Schools around the world are struggling to integrate modern technology like cell phones into existing instructional routines. Their stances towards that technology range from total proscription —Â no cell phones allowed from first bell to last —Â to unlimited usage. Both of those policies seem misguided to me for the same reason: they don’t offer students help, coaching, or feedback in the complex skills of focus and self-regulation.
Enter Tony Riehl’s cell phone policy, which I love for many reasons, not least of which because it isn’t exclusively a cell phone policy. It’s a distractions policy.
What Tony’s “distraction box” does very well:
- It makes the positive statement that “we’re in class to work with as few distractions as possible.” It isn’t a negative statement about any particular distraction. Great mission statement.
- Specifically, it doesn’t single out cell phones. The reality is that cell phones are only one kind of technology students will bring to school, and digital technology is only one distractor out of many. Tony notes that “these items have changed over time, but include fast food toys, bouncy balls, Rubik’s cubes, bobble heads, magic cards, and the hot items now are the fidget cubes and fidget spinners.”
- It acknowledges differences between students. What distracts you might not distract me. My cell phone distracts my learning so it goes in the box. Your cell phone helps you learn so it stays on your desk.
- It builds rather than erodes the relationship between teachers and students. Cell phone policies often encourage teachers to become detectives and students to learn to evade them. None of this does any good for the working relationship between teachers and students. Meanwhile, Tony describes a policy that has “changed the atmosphere of my room,” a policy in which students and teachers are mutually respected and mutually invested.
Read his post. Great, right? How would you build on his work?
2017 May 26. Okay, okay, we have a bunch of font critics in the comments thread!
Featured Tweet
This is a different approach. The cell phones are in jail. But I admire the incentive for parking your phone.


Required work
Every line holding the word "icon" should be copied from the material.

Records for the exercise
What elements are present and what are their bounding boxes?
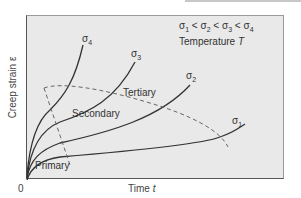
y-axis-label: Creep strain ε [7,43,18,133]
stress-order: σ1 < σ2 < σ3 < σ4 [179,20,254,36]
label-sigma2: σ2 [186,70,196,83]
boundary-primary-secondary [44,88,70,165]
label-sigma3: σ3 [131,48,141,61]
curve-sigma1 [27,124,245,180]
label-sigma1: σ1 [232,115,242,128]
region-primary: Primary [35,160,69,171]
region-secondary: Secondary [72,108,120,119]
origin-label: 0 [18,183,24,194]
region-tertiary: Tertiary [123,87,156,98]
label-sigma4: σ4 [82,33,92,46]
legend: σ1 < σ2 < σ3 < σ4 Temperature T [179,20,254,48]
x-axis-label: Time t [128,183,155,194]
temperature-label: Temperature T [179,36,254,48]
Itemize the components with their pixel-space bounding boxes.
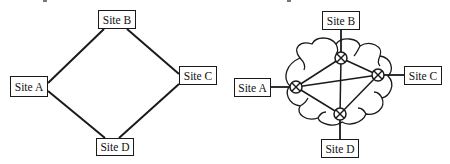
- router-icon: [335, 52, 347, 64]
- link-a-b: [48, 29, 104, 83]
- router-icon: [290, 81, 302, 93]
- link-d-c: [119, 84, 179, 138]
- router-icon: [334, 108, 346, 120]
- left-site-d: Site D: [96, 138, 134, 156]
- right-site-d: Site D: [321, 139, 359, 158]
- cropped-text-fragment: [43, 0, 47, 2]
- link-b-c: [127, 29, 179, 74]
- right-site-c: Site C: [404, 66, 442, 85]
- mesh-b-d: [340, 58, 341, 114]
- right-site-a: Site A: [234, 78, 271, 97]
- left-site-c: Site C: [179, 66, 217, 85]
- left-links: [48, 29, 179, 138]
- left-site-a: Site A: [10, 76, 48, 97]
- router-icon: [372, 69, 384, 81]
- link-a-d: [48, 91, 105, 138]
- right-site-b: Site B: [322, 11, 360, 30]
- cropped-text-fragment: [287, 0, 291, 2]
- left-site-b: Site B: [98, 10, 136, 29]
- network-diagrams-canvas: [0, 0, 450, 164]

Response
- router-icon: [335, 52, 347, 64]
- router-icon: [290, 81, 302, 93]
- router-icon: [334, 108, 346, 120]
- router-icon: [372, 69, 384, 81]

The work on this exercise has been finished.